[Data excerpts]
......
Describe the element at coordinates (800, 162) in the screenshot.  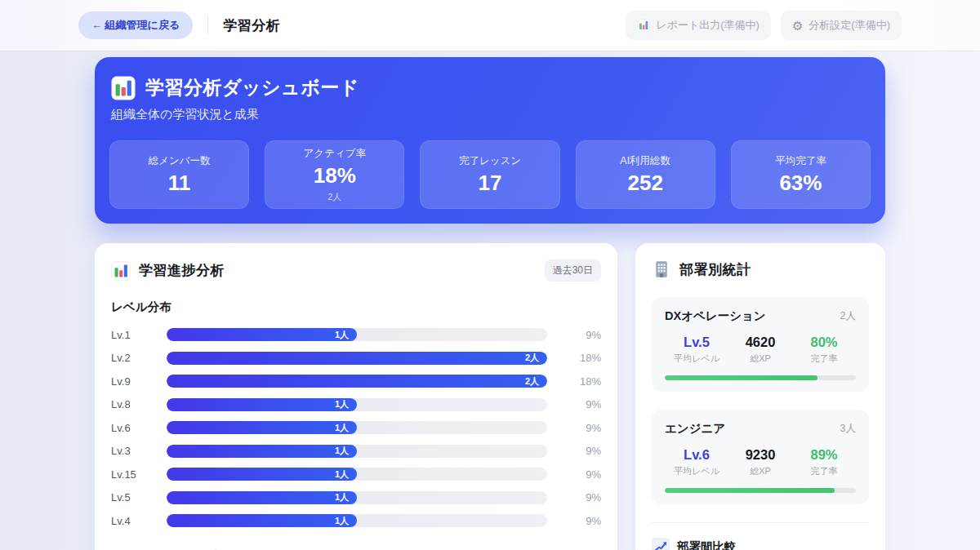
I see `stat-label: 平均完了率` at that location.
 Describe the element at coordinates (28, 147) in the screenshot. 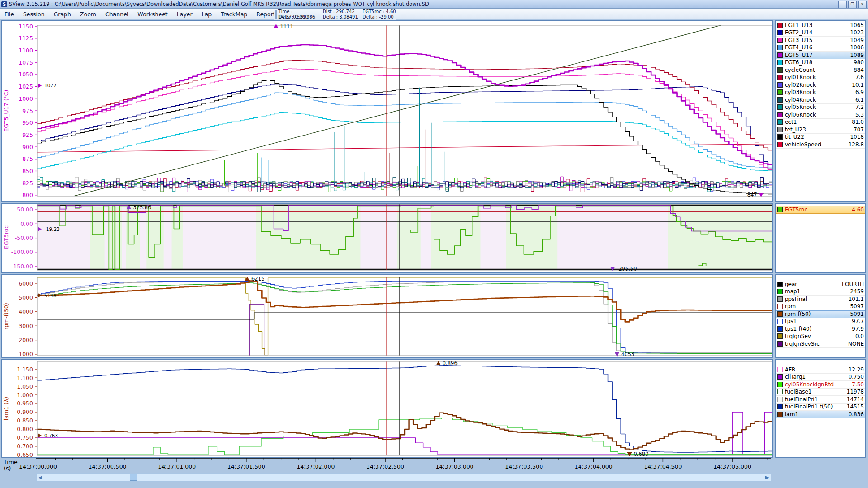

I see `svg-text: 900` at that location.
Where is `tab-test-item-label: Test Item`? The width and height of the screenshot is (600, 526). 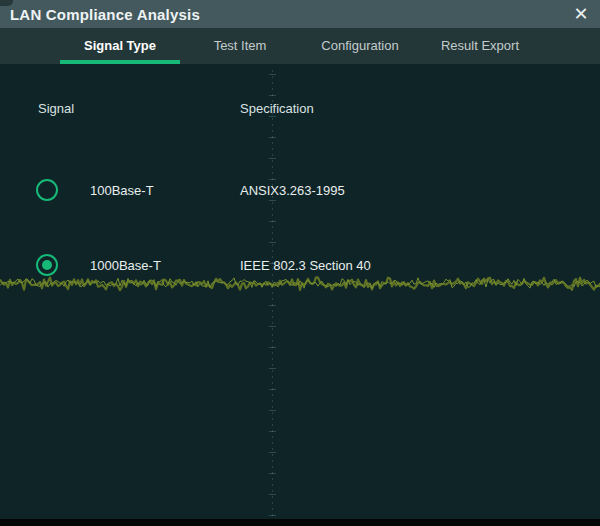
......
▶ EXERCISE
Repeat exactly the lines above, starting at the one that contains "Describe the element at coordinates (28, 147)" and stopping at the last line of the entries, and leave out the pictures.

▶ WRITTEN RESPONSE
 Describe the element at coordinates (28, 147) in the screenshot. 

I see `svg-text: 900` at that location.
Where is `tab-test-item-label: Test Item`? The width and height of the screenshot is (600, 526). 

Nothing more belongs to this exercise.